BusOpp: Core_Details

What this view is for

Busopp.core_details is the starting point for all sales pipeline reporting.

It represents a single business opportunity in its simplest, most recognisable form and provides the identity and linkage needed to explore the rest of the pipeline.

If you’re asking “what opportunities do we have, and how do they connect to customers, projects and orders?” — this is where you begin.


Level of detail (grain)

  • One row per business opportunity
  • Each row represents a single opportunity within a company
  • No duplication, no aggregation

This makes the view safe to count, filter and join without worrying about double-counting.


What you’ll find in this view

core_details focuses on identity and context, not metrics.

Typical content includes:

  • Opportunity identifiers
  • High-level descriptive fields
  • Status and headline indicators
  • Link keys to related domains (such as Project, Customer and future Orders)

All identifiers are aligned to support consistent joins and modular reporting.


How to join this view

Every row includes an OBJECT_SEQ field.

OBJECT_SEQ is a paired identifier that combines:

  • Company identifier
  • Opportunity identifier

It has been created specifically to simplify joins.

When joining to other Busopp views, always join on OBJECT_SEQ.

This:

  • Prevents accidental cross-company joins
  • Removes the need to manage composite keys manually
  • Keeps joins consistent across the Sales Pipeline model

How this view is commonly used

Report writers typically use Busopp.core_details to:

  • Count opportunities
  • Filter pipeline by status or ownership
  • Anchor joins to:
    • Busopp.meta_codes for categorisation
    • Busopp.meta_dates for lifecycle analysis
    • Busopp.item_values_lines for pipeline value
  • Link opportunities to Orders and Invoices downstream

It is rarely used on its own — it is the foundation other views build on.


What this view does not contain

By design, core_details does not include:

  • Financial values
  • Aggregated metrics
  • Currency logic
  • Detailed lifecycle dates

Those belong in the supporting views and are intentionally separated to keep this view stable and predictable.


Where this fits in a report build

A typical flow looks like:

  1. Start with Busopp.core_details to define the opportunity set
  2. Add meta_dates to understand lifecycle timing
  3. Add meta_codes to slice and group
  4. Bring in item_values_lines to analyse pipeline value
  5. Aggregate or shape further as required

If a report feels hard to reason about, it’s often worth checking whether this view was used as the starting anchor.


Key takeaway

Busopp.core_details gives you one clean row per opportunity and the keys needed to explore everything else.

Start here, build outward, and the rest of the Sales Pipeline model will make sense naturally.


**WHAT NEEDS TO BE DONE**. Copy word for word, please, the lines of the entries below running from the one containing "Image is 818x445 pixels." to the one containing "Image is 463x636 pixels.", both ends included.

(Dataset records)
########################################

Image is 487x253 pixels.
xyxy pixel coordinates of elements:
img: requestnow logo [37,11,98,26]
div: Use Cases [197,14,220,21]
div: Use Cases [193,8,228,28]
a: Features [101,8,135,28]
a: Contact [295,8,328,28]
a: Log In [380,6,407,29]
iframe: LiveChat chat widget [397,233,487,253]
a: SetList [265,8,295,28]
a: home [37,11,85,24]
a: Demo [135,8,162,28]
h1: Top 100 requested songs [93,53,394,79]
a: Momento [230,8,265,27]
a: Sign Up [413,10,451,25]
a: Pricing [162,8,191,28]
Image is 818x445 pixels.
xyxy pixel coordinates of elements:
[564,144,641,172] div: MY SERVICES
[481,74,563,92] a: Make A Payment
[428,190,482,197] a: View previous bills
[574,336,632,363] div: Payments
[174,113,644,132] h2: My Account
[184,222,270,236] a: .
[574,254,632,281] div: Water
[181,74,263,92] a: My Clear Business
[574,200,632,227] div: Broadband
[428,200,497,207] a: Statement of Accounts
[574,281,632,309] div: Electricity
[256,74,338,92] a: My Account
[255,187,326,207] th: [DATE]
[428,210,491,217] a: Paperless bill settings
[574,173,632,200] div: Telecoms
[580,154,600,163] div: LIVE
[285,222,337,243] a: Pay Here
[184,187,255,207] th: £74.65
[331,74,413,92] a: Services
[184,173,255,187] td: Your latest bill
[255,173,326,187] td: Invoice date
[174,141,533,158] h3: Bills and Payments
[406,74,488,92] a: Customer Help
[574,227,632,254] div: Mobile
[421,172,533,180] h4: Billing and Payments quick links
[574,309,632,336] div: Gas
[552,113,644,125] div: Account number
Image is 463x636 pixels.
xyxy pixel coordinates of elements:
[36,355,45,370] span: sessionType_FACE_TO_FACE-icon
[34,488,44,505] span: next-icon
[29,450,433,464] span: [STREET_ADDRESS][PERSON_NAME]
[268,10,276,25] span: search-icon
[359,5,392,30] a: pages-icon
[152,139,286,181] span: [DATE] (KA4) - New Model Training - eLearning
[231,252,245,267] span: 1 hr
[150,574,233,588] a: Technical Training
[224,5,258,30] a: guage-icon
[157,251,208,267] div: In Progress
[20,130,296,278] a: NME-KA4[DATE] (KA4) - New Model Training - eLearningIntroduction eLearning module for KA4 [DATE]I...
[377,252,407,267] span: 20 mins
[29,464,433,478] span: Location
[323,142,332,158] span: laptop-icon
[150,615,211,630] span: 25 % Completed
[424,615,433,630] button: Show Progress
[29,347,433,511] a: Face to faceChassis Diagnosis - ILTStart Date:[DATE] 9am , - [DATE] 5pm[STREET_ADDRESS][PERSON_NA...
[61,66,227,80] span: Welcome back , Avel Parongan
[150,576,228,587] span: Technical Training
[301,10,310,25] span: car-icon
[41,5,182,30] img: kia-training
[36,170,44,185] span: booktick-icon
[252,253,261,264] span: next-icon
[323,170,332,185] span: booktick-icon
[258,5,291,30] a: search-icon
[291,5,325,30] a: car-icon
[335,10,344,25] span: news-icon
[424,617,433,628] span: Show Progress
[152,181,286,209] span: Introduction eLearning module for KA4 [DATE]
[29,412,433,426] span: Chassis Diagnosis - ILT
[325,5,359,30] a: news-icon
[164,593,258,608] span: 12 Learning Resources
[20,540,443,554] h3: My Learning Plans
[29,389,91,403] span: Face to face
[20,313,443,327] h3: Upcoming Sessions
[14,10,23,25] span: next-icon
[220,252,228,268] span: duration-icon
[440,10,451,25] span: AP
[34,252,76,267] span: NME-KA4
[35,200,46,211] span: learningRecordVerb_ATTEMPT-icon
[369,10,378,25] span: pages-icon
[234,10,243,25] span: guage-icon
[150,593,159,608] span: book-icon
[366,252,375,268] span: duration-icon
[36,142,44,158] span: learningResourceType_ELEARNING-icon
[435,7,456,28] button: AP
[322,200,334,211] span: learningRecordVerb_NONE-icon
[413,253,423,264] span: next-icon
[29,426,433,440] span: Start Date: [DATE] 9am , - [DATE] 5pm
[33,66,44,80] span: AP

########################################

**EXPECTED ANSWER**.
Image is 818x445 pixels.
xyxy pixel coordinates of elements:
[564,144,641,172] div: MY SERVICES
[481,74,563,92] a: Make A Payment
[428,190,482,197] a: View previous bills
[574,336,632,363] div: Payments
[174,113,644,132] h2: My Account
[184,222,270,236] a: .
[574,254,632,281] div: Water
[181,74,263,92] a: My Clear Business
[574,200,632,227] div: Broadband
[428,200,497,207] a: Statement of Accounts
[574,281,632,309] div: Electricity
[256,74,338,92] a: My Account
[255,187,326,207] th: [DATE]
[428,210,491,217] a: Paperless bill settings
[574,173,632,200] div: Telecoms
[580,154,600,163] div: LIVE
[285,222,337,243] a: Pay Here
[184,187,255,207] th: £74.65
[331,74,413,92] a: Services
[184,173,255,187] td: Your latest bill
[255,173,326,187] td: Invoice date
[174,141,533,158] h3: Bills and Payments
[406,74,488,92] a: Customer Help
[574,227,632,254] div: Mobile
[421,172,533,180] h4: Billing and Payments quick links
[574,309,632,336] div: Gas
[552,113,644,125] div: Account number
Image is 463x636 pixels.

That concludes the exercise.